Obama Calls It Quits at the UCC

Barack Obama’s decision to call it quits at Trinity UCC in Chicago is one that will certainly relieve his campaign handlers.  The spectacles of Jeremiah Wright and Michael Pfleger having their rants rebroadcast in an endless loop is certainly one that Obama and the campaign will find easier to deal with now that he has cut formal ties with his church.

There is one major lesson in this episode–one that certainly hasn’t played out to the fullest extent–that needs to be kept in mind.

As of now, just about any church agenda in the U.S. has political overtones, implications and the ability to create enemies.  In the past, most of our politicians have come from Main Line churches (the Southern Baptists and Mormons being the most visible exceptions, and they could be characterised as regional strongholds) with a leavening of Freemasons amongst that group.  Most of these had a "middle of the road" message and service style, and that to some extent was to minimise any controversy in the image the members conveyed to society.

Until the 1960’s the biggest trout in the milk was Roman Catholicism.  Being Catholic was further complicated by the fact that you couldn’t be a Mason and a Roman Catholic, a major handicap from a political standpoint in itself.  It could cut both ways.  It’s true that Al Smith lost in 1928 because the Southern states couldn’t bring themselves to vote for a Roman Catholic.  Jack Kennedy had to deal with this in the 1960 campaign.  On the other hand, James G. Blaine lost to Grover Cleveland in part because one Protestant pastor characterised the Democrat party as the party of "rum, Romanism and rebellion."

Since the 1960’s, the polarisation that has rent American society in general has certainly affected churches.  The mild middle of Main Line Protestantism has largely evaporated as the denominations that made it up have watched their memberships decline.  That event was in no small measure because they opted to jettison whatever faith they had and exchange it for a radical social message, and Obama’s debacle is the logical conclusion to that.  On the other side the activities of the "religious right" are well known, and McCain is experiencing some of the effects of that.

That leaves one question: if most Christian churches find themselves identified with one side of the political spectrum or another, how long will it be before the government, at last unified under one side or the other, decides to delegitimise one type of church or another?  Are we looking at the long-term creation of a two-tiered system of churches, one that can operate freely and the other under disabilities because its idea is out of favour?  And what will that say for our much-vaunted religious freedom in this country?

And finally, where will Barack Obama go to church now?  That’s not a stupid question.  So many have balled and squalled about him being a Muslim.  Will he be tempted to go that route, in secret if not openly, after this fiasco?  Pastors know all too well that people, faced with situations at churches, do strange things.  It’s time to pray, irrespective of the outcome of the election, because his eternity is very important too.  After all, Jesus Christ came to die on the cross for Barack Obama as much as you and me.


#### Exercise description:
Answer with one number only, the count of lines in the material below that hold "axis".

/---

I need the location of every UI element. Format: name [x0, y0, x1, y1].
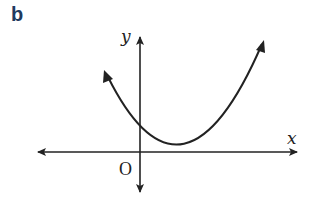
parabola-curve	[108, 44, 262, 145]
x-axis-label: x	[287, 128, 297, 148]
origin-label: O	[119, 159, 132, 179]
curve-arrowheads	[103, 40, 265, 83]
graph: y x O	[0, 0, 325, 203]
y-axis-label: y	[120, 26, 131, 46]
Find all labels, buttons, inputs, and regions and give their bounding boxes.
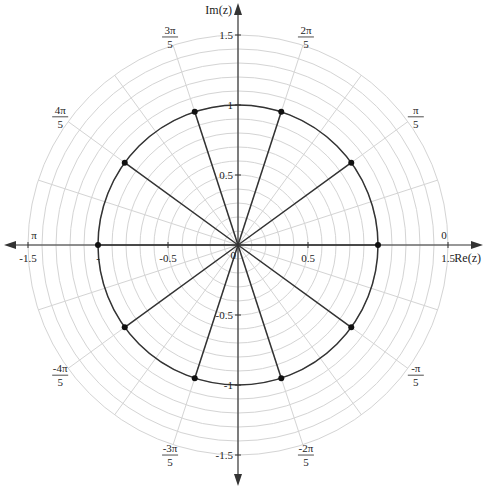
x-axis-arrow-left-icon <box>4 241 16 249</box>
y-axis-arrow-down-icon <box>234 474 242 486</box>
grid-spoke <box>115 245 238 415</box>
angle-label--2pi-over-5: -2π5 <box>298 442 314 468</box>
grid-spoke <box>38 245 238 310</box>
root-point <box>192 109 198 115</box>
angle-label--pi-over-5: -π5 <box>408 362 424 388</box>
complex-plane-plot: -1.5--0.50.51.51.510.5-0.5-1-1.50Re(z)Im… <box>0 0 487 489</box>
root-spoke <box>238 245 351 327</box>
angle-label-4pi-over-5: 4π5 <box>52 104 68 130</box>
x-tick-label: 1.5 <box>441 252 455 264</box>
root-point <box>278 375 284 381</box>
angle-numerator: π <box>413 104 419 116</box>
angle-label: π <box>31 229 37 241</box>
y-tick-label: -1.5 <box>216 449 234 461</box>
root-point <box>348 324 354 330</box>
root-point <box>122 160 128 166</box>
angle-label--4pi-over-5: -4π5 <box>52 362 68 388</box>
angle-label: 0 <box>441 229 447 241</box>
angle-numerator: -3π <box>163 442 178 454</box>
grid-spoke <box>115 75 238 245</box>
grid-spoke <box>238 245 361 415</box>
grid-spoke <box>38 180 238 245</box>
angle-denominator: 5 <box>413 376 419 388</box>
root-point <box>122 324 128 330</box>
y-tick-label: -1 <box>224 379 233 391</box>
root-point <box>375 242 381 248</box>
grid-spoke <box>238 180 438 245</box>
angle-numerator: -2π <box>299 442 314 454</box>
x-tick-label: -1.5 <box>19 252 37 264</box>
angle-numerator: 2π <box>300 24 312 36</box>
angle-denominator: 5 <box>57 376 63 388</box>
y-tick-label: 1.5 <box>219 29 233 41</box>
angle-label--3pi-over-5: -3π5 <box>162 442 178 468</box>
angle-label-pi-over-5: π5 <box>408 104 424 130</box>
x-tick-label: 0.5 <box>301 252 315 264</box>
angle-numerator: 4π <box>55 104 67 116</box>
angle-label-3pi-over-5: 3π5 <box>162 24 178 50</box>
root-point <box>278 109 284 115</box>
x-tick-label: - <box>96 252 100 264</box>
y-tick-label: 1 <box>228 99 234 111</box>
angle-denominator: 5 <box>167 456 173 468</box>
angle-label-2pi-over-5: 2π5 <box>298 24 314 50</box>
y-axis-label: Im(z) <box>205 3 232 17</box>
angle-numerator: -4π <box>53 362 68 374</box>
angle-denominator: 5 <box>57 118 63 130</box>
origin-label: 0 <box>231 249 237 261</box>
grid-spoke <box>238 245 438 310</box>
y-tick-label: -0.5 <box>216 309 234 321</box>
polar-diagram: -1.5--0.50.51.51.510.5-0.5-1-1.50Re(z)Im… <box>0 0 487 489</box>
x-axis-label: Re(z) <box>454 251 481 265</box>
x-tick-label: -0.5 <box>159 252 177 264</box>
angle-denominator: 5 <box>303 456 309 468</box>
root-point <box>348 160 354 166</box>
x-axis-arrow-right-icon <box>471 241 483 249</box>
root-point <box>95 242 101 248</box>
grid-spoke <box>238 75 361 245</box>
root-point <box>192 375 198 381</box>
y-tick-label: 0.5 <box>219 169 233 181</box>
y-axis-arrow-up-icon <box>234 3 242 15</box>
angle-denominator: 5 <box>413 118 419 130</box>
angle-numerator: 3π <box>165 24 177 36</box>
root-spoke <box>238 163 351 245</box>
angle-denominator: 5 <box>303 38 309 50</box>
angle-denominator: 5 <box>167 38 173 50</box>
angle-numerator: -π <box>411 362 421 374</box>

\---

#### Task response:
8